Dogon People -- Additional Astronomical Knowledge: Saturn Jupiter and the Milky Way
Dogon People -- Additional Astronomical Knowledge: Saturn Jupiter and the Milky Way
[edit | edit source]Saturn's Rings
[edit | edit source]The Dogon are reported to have knowledge that Saturn is encircled by a ring. In Dogon cosmological diagrams, Saturn (identified as Yofe Tolo) is depicted with a line or ring around it -- interpreted by Griaule as representing the ring system.
Saturn's rings are not visible to the naked eye. They were first observed telescopically by Galileo in 1610 and correctly described by Christiaan Huygens in 1655. Knowledge of Saturn's rings has been available from European sources for over three centuries -- making this one of the easiest pieces of astronomical information to transmit through cultural contact.
Jupiter's Four Moons
[edit | edit source]The Dogon reportedly knew that Jupiter has four moons -- corresponding to the four Galilean moons discovered by Galileo in January 1610: Io, Europa, Ganymede, and Callisto. These are depicted in Dogon cosmological diagrams as satellites of the Jupiter figure.
The Galilean moons are not generally visible to the naked eye, though under exceptional conditions and with exceptional eyesight the brightest (Ganymede, magnitude +4.6) might be barely discerned. All four have been publicly known since 1610 -- again, an easy piece of knowledge to transmit through any European contact.
The Spiral Milky Way
[edit | edit source]Dogon cosmological diagrams include spiral patterns that Griaule interpreted as representing the Milky Way as a spiral structure. The Milky Way's spiral structure was confirmed by 20th-century radio astronomy. However, the spiral is also one of the most common cosmological symbols in West African art and appears throughout Dogon material culture in non-astronomical contexts.
Comparative Assessment
[edit | edit source]| Claim | Accuracy | Explainable by European diffusion? | Astronomical specificity |
|---|---|---|---|
| Sirius B orbital period ~50 years | Very high (actual 50.1 yr) | Requires specialised knowledge | Very high |
| Sirius B extreme density | Very high | Requires advanced astrophysics | High |
| Sirius B invisible to naked eye | Yes | Easy (it simply is invisible) | Medium |
| Sirius B elliptical orbit | Yes | Possible | Medium |
| Saturn has rings | Yes | Very easy (known since 1610) | Low |
| Jupiter has four moons | Yes | Very easy (known since 1610) | Low |
| Milky Way spiral | Approximately | Medium -- spiral structure 20th century | Low (spiral is a common symbol) |
The Sirius B knowledge is the unique element of the Dogon case. The Saturn and Jupiter claims add colour but are easily explained by routine cultural contact with Europeans. The Milky Way spiral is ambiguous.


**What you are asked to do:**
Below are some records. Output the lines from the first one through the line that holds "Image is 868x430 pixels.", exactly as written, with no pictures.

Data records for software interfaces
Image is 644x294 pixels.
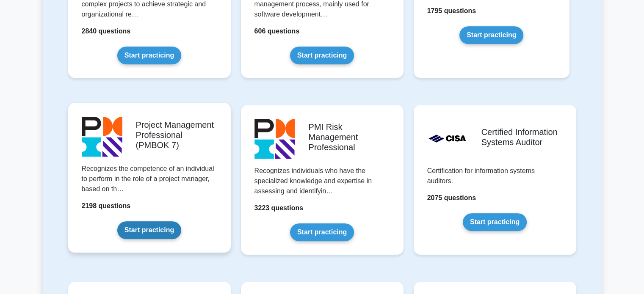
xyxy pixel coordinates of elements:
[117,46,181,64] a: Start practicing
[460,26,523,44] a: Start practicing
[290,46,354,64] a: Start practicing
[463,213,527,231] a: Start practicing
[290,223,354,241] a: Start practicing
[117,221,181,239] a: Start practicing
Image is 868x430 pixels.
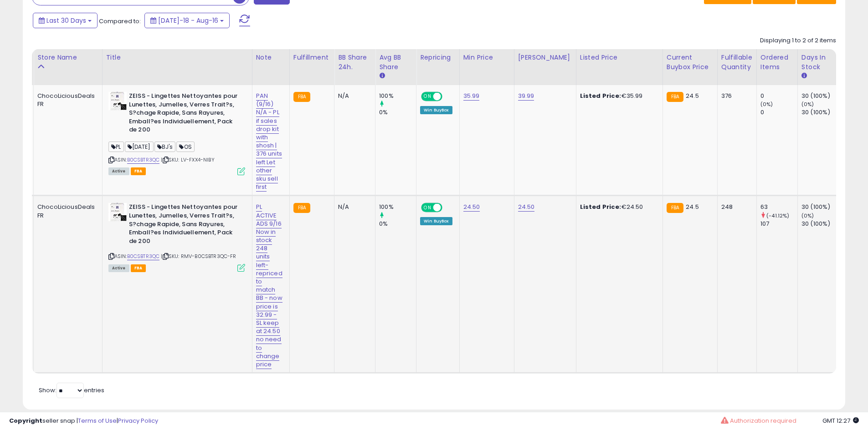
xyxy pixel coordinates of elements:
div: 100% [379,92,416,100]
a: PAN (9/16) N/A - PL if sales drop kit with shosh | 376 units left Let other sku sell first [256,92,282,192]
a: B0CSBTR3QC [127,253,160,260]
div: Current Buybox Price [666,53,714,72]
div: N/A [338,203,368,211]
a: 39.99 [518,92,535,101]
span: Compared to: [99,17,141,26]
span: [DATE]-18 - Aug-16 [158,16,218,25]
a: PL ACTIVE ADS 9/16 Now in stock 248 units left- repriced to match BB - now price is 32.99 - SL ke... [256,202,283,369]
div: €35.99 [580,92,656,100]
div: Store Name [38,53,98,63]
span: OS [176,142,194,152]
div: N/A [338,92,368,100]
small: FBA [666,92,684,102]
small: (0%) [761,101,773,108]
b: Listed Price: [580,202,622,211]
small: (0%) [802,101,814,108]
div: Min Price [463,53,510,63]
div: [PERSON_NAME] [518,53,572,63]
span: PL [108,142,124,152]
div: Note [256,53,286,63]
b: ZEISS - Lingettes Nettoyantes pour Lunettes, Jumelles, Verres Trait?s, S?chage Rapide, Sans Rayur... [129,203,240,248]
div: BB Share 24h. [338,53,371,72]
div: Displaying 1 to 2 of 2 items [760,36,836,45]
a: 35.99 [463,92,480,101]
div: Win BuyBox [420,217,452,225]
span: | SKU: LV-FXX4-NIBY [161,156,214,163]
span: FBA [131,264,146,272]
b: ZEISS - Lingettes Nettoyantes pour Lunettes, Jumelles, Verres Trait?s, S?chage Rapide, Sans Rayur... [129,92,240,136]
div: Fulfillable Quantity [721,53,753,72]
div: 248 [721,203,749,211]
span: All listings currently available for purchase on Amazon [108,167,129,175]
div: Fulfillment [293,53,330,63]
div: Days In Stock [802,53,835,72]
small: Avg BB Share. [379,72,385,80]
div: Avg BB Share [379,53,413,72]
div: Ordered Items [761,53,794,72]
img: 41O-1cZmMTL._SL40_.jpg [108,92,127,110]
div: Listed Price [580,53,659,63]
div: 0 [761,108,798,117]
img: 41O-1cZmMTL._SL40_.jpg [108,203,127,222]
div: seller snap | | [9,417,158,426]
small: (-41.12%) [767,212,789,219]
span: FBA [131,167,146,175]
small: Days In Stock. [802,72,807,80]
a: Privacy Policy [118,416,158,425]
div: 376 [721,92,749,100]
div: 0 [761,92,798,100]
small: FBA [666,203,684,213]
span: Last 30 Days [46,16,86,25]
a: 24.50 [463,202,480,211]
strong: Copyright [9,416,42,425]
small: FBA [293,92,311,102]
div: Repricing [420,53,455,63]
span: ON [422,204,433,211]
small: (0%) [802,212,814,219]
div: 30 (100%) [802,220,839,228]
div: 0% [379,220,416,228]
div: Title [106,53,249,63]
div: €24.50 [580,203,656,211]
div: ChocoLiciousDeals FR [38,203,95,219]
span: All listings currently available for purchase on Amazon [108,264,129,272]
span: 24.5 [686,92,699,100]
a: B0CSBTR3QC [127,156,160,164]
span: | SKU: RMV-B0CSBTR3QC-FR [161,253,236,260]
span: BJ's [154,142,176,152]
span: [DATE] [125,142,154,152]
a: Terms of Use [78,416,117,425]
button: Last 30 Days [33,13,98,28]
b: Listed Price: [580,92,622,100]
div: Win BuyBox [420,106,452,114]
a: 24.50 [518,202,535,211]
div: 30 (100%) [802,108,839,117]
div: 30 (100%) [802,203,839,211]
div: 107 [761,220,798,228]
button: [DATE]-18 - Aug-16 [144,13,230,28]
span: ON [422,93,433,101]
span: OFF [441,93,455,101]
div: 30 (100%) [802,92,839,100]
div: ASIN: [108,203,245,270]
small: FBA [293,203,311,213]
span: 2025-09-16 12:27 GMT [823,416,859,425]
div: 63 [761,203,798,211]
div: 100% [379,203,416,211]
div: 0% [379,108,416,117]
div: ChocoLiciousDeals FR [38,92,95,108]
span: 24.5 [686,202,699,211]
span: Show: entries [39,386,104,395]
span: OFF [441,204,455,211]
div: ASIN: [108,92,245,174]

**Expected output:**
Image is 644x294 pixels.
xyxy pixel coordinates of elements:
[117,46,181,64] a: Start practicing
[460,26,523,44] a: Start practicing
[290,46,354,64] a: Start practicing
[463,213,527,231] a: Start practicing
[290,223,354,241] a: Start practicing
[117,221,181,239] a: Start practicing
Image is 868x430 pixels.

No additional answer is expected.